Starch water was always made and on hand for things that needed starching. Not having a store bought prepared starch such as ARGO, was no excuse for not having stiffly starched shirt collars and cuffs or Sunday dresses. Flour starch was made and strained through a cloth or flour sack to remove the lumps—lumpy starch was no fun to iron over. A little blueing was also added to the starch.

A very important part of the wash was hanging them out to dry. Unless it was raining they were hung outside, then they were brought inside and draped over quickly improvised lines or maybe on porches that most everyone had then. Sheets were always hung together and other clothes hung in the order washed. It was very important to have good galvanized lines that wouldn’t rust to my family. Throwing the wash on fences or bushes was not in good taste, and done only after all lines were full. Our folks used to tell us to be careful and not marry a girl whose mother placed her dingy wash on the fence to dry. Just not good. Very much a no, no thing.

Good clean denims always looked good to me and still do, but not dirty ones. I’ve worked almost all of my life with some kind of mechanics and dirty work. In early life I watched railroad men go to work in clean, starched clothes and I asked one who he wore starched clothes. He told me they were easier to wash clean and I tried it. It worked!

Sometimes I would have to bribe or threaten my sisters to get them to iron them as they were harder to iron (and ironing with irons headed on a wood cook stove was no snap) than soft clothes, and took some doing.
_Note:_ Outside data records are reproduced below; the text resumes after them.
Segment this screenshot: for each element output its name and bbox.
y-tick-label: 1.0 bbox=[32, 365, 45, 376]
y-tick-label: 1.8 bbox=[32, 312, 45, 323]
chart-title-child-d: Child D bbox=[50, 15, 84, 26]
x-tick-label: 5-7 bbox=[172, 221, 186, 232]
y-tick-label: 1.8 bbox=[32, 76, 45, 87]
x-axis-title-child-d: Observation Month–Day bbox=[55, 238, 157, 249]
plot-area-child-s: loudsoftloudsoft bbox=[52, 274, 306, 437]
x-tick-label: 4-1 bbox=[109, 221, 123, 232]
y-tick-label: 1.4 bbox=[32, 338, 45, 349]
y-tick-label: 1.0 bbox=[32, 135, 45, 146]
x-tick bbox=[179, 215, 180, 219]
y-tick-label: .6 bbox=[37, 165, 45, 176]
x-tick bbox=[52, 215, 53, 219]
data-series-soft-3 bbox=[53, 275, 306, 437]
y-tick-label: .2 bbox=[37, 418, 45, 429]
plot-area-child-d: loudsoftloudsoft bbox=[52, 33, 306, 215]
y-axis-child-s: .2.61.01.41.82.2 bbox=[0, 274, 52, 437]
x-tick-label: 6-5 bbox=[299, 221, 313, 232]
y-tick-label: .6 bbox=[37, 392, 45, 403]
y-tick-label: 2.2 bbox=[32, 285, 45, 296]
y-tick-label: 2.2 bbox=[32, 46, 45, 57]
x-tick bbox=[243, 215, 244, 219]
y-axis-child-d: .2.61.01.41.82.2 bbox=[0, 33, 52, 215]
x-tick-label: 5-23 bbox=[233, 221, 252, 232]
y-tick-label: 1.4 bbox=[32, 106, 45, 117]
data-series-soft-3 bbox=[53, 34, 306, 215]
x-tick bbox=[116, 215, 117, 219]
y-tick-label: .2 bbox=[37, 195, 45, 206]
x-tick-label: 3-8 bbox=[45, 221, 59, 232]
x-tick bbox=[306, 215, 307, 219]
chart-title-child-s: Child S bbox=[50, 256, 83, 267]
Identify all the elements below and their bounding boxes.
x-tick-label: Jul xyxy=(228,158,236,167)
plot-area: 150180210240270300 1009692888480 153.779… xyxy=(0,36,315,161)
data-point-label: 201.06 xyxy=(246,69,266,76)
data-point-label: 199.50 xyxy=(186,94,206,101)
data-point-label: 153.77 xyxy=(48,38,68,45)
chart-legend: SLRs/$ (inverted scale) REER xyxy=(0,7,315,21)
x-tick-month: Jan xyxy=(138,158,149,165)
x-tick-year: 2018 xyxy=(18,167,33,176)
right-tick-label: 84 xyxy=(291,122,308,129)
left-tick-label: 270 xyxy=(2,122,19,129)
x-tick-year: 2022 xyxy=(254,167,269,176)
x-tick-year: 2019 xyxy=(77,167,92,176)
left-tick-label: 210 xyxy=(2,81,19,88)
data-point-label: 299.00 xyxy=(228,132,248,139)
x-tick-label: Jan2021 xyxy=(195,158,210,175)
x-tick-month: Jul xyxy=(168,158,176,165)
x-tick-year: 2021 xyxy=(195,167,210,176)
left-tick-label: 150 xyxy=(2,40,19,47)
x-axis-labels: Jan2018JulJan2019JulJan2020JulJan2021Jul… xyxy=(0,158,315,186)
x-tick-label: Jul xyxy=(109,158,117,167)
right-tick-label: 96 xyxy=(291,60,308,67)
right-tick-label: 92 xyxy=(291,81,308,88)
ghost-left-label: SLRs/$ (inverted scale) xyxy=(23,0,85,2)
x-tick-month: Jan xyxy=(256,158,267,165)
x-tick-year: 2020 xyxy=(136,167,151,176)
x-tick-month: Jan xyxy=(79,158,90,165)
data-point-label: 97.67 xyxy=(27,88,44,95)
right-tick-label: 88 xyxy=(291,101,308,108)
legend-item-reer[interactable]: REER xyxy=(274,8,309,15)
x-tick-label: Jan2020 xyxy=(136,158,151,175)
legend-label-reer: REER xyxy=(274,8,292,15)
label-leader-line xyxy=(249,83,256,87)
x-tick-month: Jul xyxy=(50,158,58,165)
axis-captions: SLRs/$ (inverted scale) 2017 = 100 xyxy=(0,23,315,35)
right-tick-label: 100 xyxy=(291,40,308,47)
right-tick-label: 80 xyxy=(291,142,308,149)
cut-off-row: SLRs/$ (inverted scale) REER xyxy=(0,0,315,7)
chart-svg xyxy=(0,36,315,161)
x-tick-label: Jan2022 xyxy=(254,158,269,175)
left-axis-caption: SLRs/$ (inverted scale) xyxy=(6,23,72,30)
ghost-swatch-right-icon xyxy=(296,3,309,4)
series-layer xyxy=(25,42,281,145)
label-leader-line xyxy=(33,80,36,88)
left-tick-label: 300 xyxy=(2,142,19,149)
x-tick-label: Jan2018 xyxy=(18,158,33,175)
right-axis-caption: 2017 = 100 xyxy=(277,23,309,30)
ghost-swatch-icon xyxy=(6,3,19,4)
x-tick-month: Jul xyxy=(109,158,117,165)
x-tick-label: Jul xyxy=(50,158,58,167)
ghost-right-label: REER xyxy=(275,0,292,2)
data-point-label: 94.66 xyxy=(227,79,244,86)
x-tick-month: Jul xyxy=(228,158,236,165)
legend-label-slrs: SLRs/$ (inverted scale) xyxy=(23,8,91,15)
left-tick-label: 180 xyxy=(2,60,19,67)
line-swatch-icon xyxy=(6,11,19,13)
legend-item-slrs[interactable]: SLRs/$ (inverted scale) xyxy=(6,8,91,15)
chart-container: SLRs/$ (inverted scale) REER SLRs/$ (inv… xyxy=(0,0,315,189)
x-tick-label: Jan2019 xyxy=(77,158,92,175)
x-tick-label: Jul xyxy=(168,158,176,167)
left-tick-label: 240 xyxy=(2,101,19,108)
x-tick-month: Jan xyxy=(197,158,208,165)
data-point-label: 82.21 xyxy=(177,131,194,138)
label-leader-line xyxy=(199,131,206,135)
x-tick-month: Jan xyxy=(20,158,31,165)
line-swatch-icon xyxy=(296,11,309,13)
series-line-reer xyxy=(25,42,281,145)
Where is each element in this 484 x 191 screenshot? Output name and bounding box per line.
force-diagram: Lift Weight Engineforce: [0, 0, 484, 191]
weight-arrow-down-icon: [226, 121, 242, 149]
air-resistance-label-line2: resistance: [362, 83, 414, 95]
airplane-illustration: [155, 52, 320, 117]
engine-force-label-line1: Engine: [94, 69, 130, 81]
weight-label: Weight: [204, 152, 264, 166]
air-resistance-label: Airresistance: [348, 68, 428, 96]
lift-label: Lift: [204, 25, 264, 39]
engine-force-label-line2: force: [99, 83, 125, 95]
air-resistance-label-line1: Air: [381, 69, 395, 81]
Sometimes I ended up doing it myself, but I found that I liked it and was the envy of fellow workers.

Washing like cooking was an important event with most people then and wash-day blues was a “Rainy Day” not the work. I have retired now and do the washing. Probably not the proper way, but still get it done--if left alone. I notice Ellen now walks with a rolling gait, but I bet her undies are clean.

The Featherston motto on their coat of arms is "Able and willing"

References
  1. Social Security Administration. Social Security Death Index: Death Master File, database. (Alexandria, Virginia: National Technical Information Service).
  2. United States. 1930 U.S. Census Population Schedule. (National Archives Microfilm Publication T626).
  3. 1994 Phone and Address Directory.
  4. 2000 Phone and Address Directory.